BESS · Eku Energy Projects (Australia) Trust · Storage - Battery
Stats window 29 May 2026 04:00 → 30 May 2026 04:00 AEST
29 May 2026 04:00 → 30 May 2026 04:00 AEST
| Capex total (greenfield) |
$496.30M
How this was derived Reference |
|---|---|
| Capex refurbishment |
—
|
| Capex / MW |
$1,654,333
|
| Capex / MWh storage |
$413,583
|
| Fixed OPEX (annual) |
$6.36M
How this was derived Reference |
| Fixed OPEX / MW-yr |
$21,200
How this was derived Reference |
| Variable OPEX / MWh |
—
How this was derived Reference |
| Fuel cost / GJ |
—
|
| Heat rate GJ/MWh |
—
|
Confidence: medium · Status: ai estimated · Capex basis: estimated · AI checked 04 Jun 2026
Notes
Eku Energy states Arundel BESS is now Wagga South BESS: a proposed 300 MW / 1,200 MWh lithium-ion BESS in development near Gregadoo, anticipated operational in 2030 with proposed operational life of 20+ years. No project-specific capex, O&M, EPC award, supplier, financing, offtake/tolling or final investment decision was found. Capex is therefore estimated using Aurecon/AEMO 2024 BESS cost parameters for a 4-hour standalone 200 MW lithium-ion BESS with dedicated grid connection: AUD 525/kW power component plus AUD 274/kWh energy component, scaled to 300 MW / 1,200 MWh, plus AUD 10 million land/development allowance. This gives AUD 486.3 million EPC and AUD 496.3 million including land/development. Fixed opex is estimated using Aurecon 4-hour BESS O&M of AUD 12,800/MW-year plus AUD 8,400/MW-year extended warranty for 20-year battery life, total AUD 21,200/MW-year. Variable O&M is left null because Aurecon states BESS long-term service agreements are not typically structured as fixed/variable. Beginning-of-life round-trip efficiency is 85% at the point of connection. Direct operational emissions are set to zero; NSW EPA states BESS emissions are taken to be zero because they store electricity rather than generate emissions. Major closure/refurbishment note: GHD estimates 4-hour large-scale BESS retirement cost at AUD 94,000/MW, implying about AUD 28.2 million for 300 MW, with retirement including grid disconnection, battery module removal, cabling recovery and civil structure removal; Aurecon notes 20-year life may be extended to about 25 years depending on condition assessment and battery upgrades.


■ Task item ■
Look below for the line containing "You are a GUI" and the line containing "Image resolution: width=1275"; repeat exactly those two lines and all lines between them, and nothing else.

■ Given data ■

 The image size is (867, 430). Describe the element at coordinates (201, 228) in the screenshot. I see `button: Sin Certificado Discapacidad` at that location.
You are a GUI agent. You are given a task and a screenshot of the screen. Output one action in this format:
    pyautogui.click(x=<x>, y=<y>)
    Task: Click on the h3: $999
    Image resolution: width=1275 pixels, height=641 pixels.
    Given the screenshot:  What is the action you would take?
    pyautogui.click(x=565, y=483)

...

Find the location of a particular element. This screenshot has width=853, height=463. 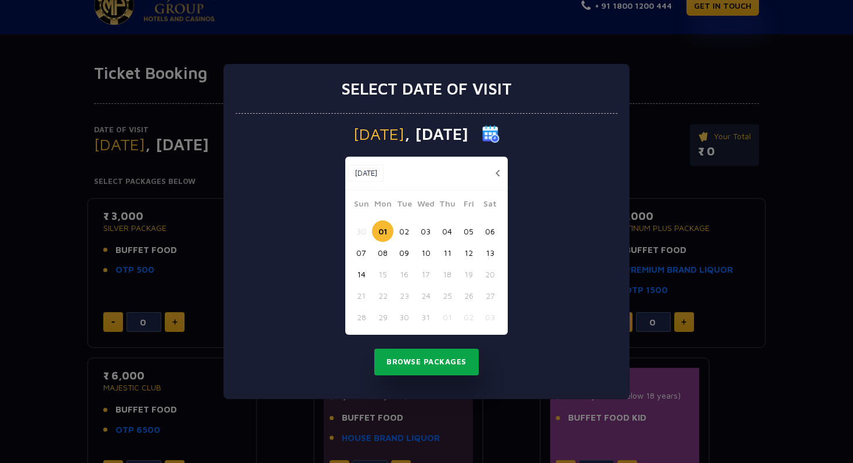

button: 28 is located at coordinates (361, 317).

■ Answer space ■
You are a GUI agent. You are given a task and a screenshot of the screen. Output one action in this format:
    pyautogui.click(x=<x>, y=<y>)
    Task: Click on the h3: $999
    Image resolution: width=1275 pixels, height=641 pixels.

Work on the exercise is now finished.